Why is the Lodge sending me emails?

Claire Fisher

You’ve already chosen housing for next year, you didn’t give a marketing person your email address, and yet on a regular basis, a new email shows up your school inbox advertising the Lodge.

Our student email addresses are a place for us to email people about university related things. I do not want emails advertising apartment complexes to be filling up my inbox, especially when I did not give them permission to do so.

Manager at the Lodge, William Butler, said that the company obtains student email addresses solely from marketing efforts. This means attending things like football games, student events, or tabling around campus and offering giveaways like the iPhone 7 or a smart TV in exchange for a student’s contact information.

Kari Johnson, an employee at the Lodge, commented on a post in the Grand Valley State University Class of 2020 Facebook page explaining how the organization collects email addresses.

“Typically, we ask for basic contact info while marketing in order to obtain leads, which from a business perspective, is the purpose,” Johnson wrote. “Since we market so frequently, there is a high chance that we have received contact information from a wide range of students at Grand Valley. We also automatically receive contact information when anyone enters it on our website to create an account.”

Despite this explanation, some students (including myself) are still unaware as to how the Lodge has their student email addresses. In response to a post in the Grand Valley State University Class of 2017 Facebook page, other students commented expressing that they were experiencing this problem. Some students said they don’t even attend GVSU anymore or don’t live in Allendale.
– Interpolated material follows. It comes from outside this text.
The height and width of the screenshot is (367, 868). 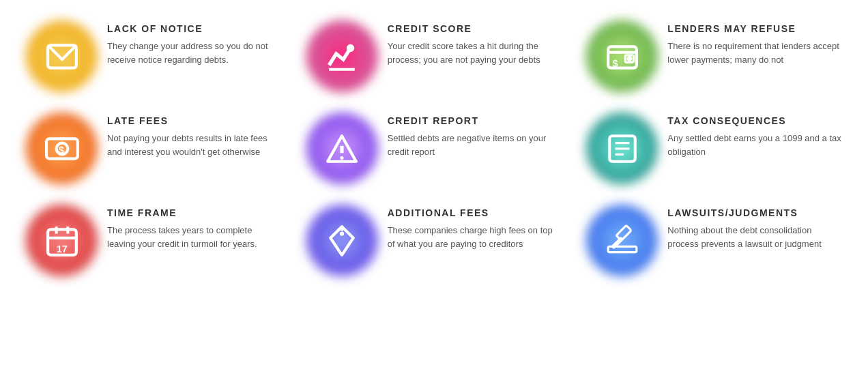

John Klein from information technology at GVSU said while the university does not give away student email addresses to third parties like the Lodge, our email addresses are still searchable through the “people finder” feature on the GVSU website.

Through this tool, if somebody were to search the name “John” in the people finder, many names would come up and they would be able to access the student email addresses (and sometimes phone numbers) of anybody with John in their name. This would be an easy way for marketers to obtain GVSU students’ contact information without us providing it.

Information Technology works to protect and limit the amount of email addresses somebody can obtain by blocking the searcher after a certain number of searches, but switching to another computer, device, or internet browser will allow the person to continue searching for student email addresses despite this block.

Students receiving the emails can unsubscribe from the emails or contact the Lodge letting them know they no longer wish to receive these emails, but the point is, they shouldn’t have our email addresses in the first place if we didn’t give it to them. At the bottom of these emails from the Lodge is a link asking, “why did I get this?” and the link takes me to an answer that simply says “GVSU student.”

Maybe housing complexes like the Lodge need to be more clear about what they will be using our contact information for, maybe the people finder tool needs to be adjusted so that marketers can’t obtain our student email addresses, or maybe GVSU students need to more careful about who they give their email address out to, but our student email addresses shouldn’t be used as a vehicle to advertise to a target audience.